BEGIN RECORD EXCERPTS

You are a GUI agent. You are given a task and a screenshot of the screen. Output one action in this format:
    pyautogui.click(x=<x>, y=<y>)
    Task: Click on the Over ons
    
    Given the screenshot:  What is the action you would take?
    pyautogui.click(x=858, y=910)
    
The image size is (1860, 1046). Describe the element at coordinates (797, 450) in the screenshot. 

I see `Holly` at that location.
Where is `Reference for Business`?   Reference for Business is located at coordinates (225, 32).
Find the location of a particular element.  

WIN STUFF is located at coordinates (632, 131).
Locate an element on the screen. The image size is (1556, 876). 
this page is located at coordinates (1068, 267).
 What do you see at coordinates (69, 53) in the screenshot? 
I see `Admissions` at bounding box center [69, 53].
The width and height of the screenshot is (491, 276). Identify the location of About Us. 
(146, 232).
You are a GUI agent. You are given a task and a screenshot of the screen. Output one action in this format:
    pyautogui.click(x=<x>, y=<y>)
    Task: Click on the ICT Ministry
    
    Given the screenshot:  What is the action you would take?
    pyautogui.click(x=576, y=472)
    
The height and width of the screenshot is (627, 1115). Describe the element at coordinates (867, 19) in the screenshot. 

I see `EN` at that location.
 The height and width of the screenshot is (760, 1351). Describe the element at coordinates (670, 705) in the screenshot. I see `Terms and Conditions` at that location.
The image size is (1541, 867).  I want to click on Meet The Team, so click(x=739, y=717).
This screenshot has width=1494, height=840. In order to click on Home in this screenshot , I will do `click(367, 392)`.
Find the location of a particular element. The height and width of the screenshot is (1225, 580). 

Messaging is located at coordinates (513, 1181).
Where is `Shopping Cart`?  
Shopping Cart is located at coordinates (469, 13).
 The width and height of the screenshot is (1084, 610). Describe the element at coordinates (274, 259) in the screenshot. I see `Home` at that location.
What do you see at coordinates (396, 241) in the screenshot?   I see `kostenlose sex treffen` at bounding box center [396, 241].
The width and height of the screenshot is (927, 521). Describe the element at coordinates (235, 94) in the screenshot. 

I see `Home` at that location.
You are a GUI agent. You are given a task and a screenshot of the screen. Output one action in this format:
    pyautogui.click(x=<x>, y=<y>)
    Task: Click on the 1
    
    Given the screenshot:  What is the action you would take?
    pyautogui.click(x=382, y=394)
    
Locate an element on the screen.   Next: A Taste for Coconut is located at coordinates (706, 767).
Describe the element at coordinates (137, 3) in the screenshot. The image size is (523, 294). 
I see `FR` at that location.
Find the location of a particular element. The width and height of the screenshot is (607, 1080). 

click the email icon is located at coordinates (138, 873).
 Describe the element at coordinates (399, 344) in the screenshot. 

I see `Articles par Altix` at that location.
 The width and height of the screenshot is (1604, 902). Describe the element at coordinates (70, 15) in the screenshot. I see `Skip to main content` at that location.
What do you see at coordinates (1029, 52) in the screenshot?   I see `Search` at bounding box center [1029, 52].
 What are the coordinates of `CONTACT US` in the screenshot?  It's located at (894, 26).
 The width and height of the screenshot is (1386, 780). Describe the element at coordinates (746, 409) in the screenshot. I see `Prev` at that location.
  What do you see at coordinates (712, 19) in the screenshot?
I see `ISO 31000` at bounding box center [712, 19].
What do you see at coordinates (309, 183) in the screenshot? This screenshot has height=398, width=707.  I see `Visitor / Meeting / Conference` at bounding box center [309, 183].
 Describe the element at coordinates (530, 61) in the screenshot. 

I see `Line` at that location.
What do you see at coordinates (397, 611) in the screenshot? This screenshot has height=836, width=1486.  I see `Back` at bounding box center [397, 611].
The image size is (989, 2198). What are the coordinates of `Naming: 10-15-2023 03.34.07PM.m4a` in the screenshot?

END RECORD EXCERPTS

## TASK PROMPT
Leaving no line out, return the data above verbatim.

## RESULT
You are a GUI agent. You are given a task and a screenshot of the screen. Output one action in this format:
    pyautogui.click(x=<x>, y=<y>)
    Task: Click on the Over ons
    
    Given the screenshot:  What is the action you would take?
    pyautogui.click(x=858, y=910)
    
The image size is (1860, 1046). Describe the element at coordinates (797, 450) in the screenshot. 

I see `Holly` at that location.
Where is `Reference for Business`?   Reference for Business is located at coordinates (225, 32).
Find the location of a particular element.  

WIN STUFF is located at coordinates (632, 131).
Locate an element on the screen. The image size is (1556, 876). 
this page is located at coordinates (1068, 267).
 What do you see at coordinates (69, 53) in the screenshot? 
I see `Admissions` at bounding box center [69, 53].
The width and height of the screenshot is (491, 276). Identify the location of About Us. 
(146, 232).
You are a GUI agent. You are given a task and a screenshot of the screen. Output one action in this format:
    pyautogui.click(x=<x>, y=<y>)
    Task: Click on the ICT Ministry
    
    Given the screenshot:  What is the action you would take?
    pyautogui.click(x=576, y=472)
    
The height and width of the screenshot is (627, 1115). Describe the element at coordinates (867, 19) in the screenshot. 

I see `EN` at that location.
 The height and width of the screenshot is (760, 1351). Describe the element at coordinates (670, 705) in the screenshot. I see `Terms and Conditions` at that location.
The image size is (1541, 867).  I want to click on Meet The Team, so click(x=739, y=717).
This screenshot has width=1494, height=840. In order to click on Home in this screenshot , I will do `click(367, 392)`.
Find the location of a particular element. The height and width of the screenshot is (1225, 580). 

Messaging is located at coordinates (513, 1181).
Where is `Shopping Cart`?  
Shopping Cart is located at coordinates (469, 13).
 The width and height of the screenshot is (1084, 610). Describe the element at coordinates (274, 259) in the screenshot. I see `Home` at that location.
What do you see at coordinates (396, 241) in the screenshot?   I see `kostenlose sex treffen` at bounding box center [396, 241].
The width and height of the screenshot is (927, 521). Describe the element at coordinates (235, 94) in the screenshot. 

I see `Home` at that location.
You are a GUI agent. You are given a task and a screenshot of the screen. Output one action in this format:
    pyautogui.click(x=<x>, y=<y>)
    Task: Click on the 1
    
    Given the screenshot:  What is the action you would take?
    pyautogui.click(x=382, y=394)
    
Locate an element on the screen.   Next: A Taste for Coconut is located at coordinates (706, 767).
Describe the element at coordinates (137, 3) in the screenshot. The image size is (523, 294). 
I see `FR` at that location.
Find the location of a particular element. The width and height of the screenshot is (607, 1080). 

click the email icon is located at coordinates (138, 873).
 Describe the element at coordinates (399, 344) in the screenshot. 

I see `Articles par Altix` at that location.
 The width and height of the screenshot is (1604, 902). Describe the element at coordinates (70, 15) in the screenshot. I see `Skip to main content` at that location.
What do you see at coordinates (1029, 52) in the screenshot?   I see `Search` at bounding box center [1029, 52].
 What are the coordinates of `CONTACT US` in the screenshot?  It's located at (894, 26).
 The width and height of the screenshot is (1386, 780). Describe the element at coordinates (746, 409) in the screenshot. I see `Prev` at that location.
  What do you see at coordinates (712, 19) in the screenshot?
I see `ISO 31000` at bounding box center [712, 19].
What do you see at coordinates (309, 183) in the screenshot? This screenshot has height=398, width=707.  I see `Visitor / Meeting / Conference` at bounding box center [309, 183].
 Describe the element at coordinates (530, 61) in the screenshot. 

I see `Line` at that location.
What do you see at coordinates (397, 611) in the screenshot? This screenshot has height=836, width=1486.  I see `Back` at bounding box center [397, 611].
The image size is (989, 2198). What are the coordinates of `Naming: 10-15-2023 03.34.07PM.m4a` in the screenshot?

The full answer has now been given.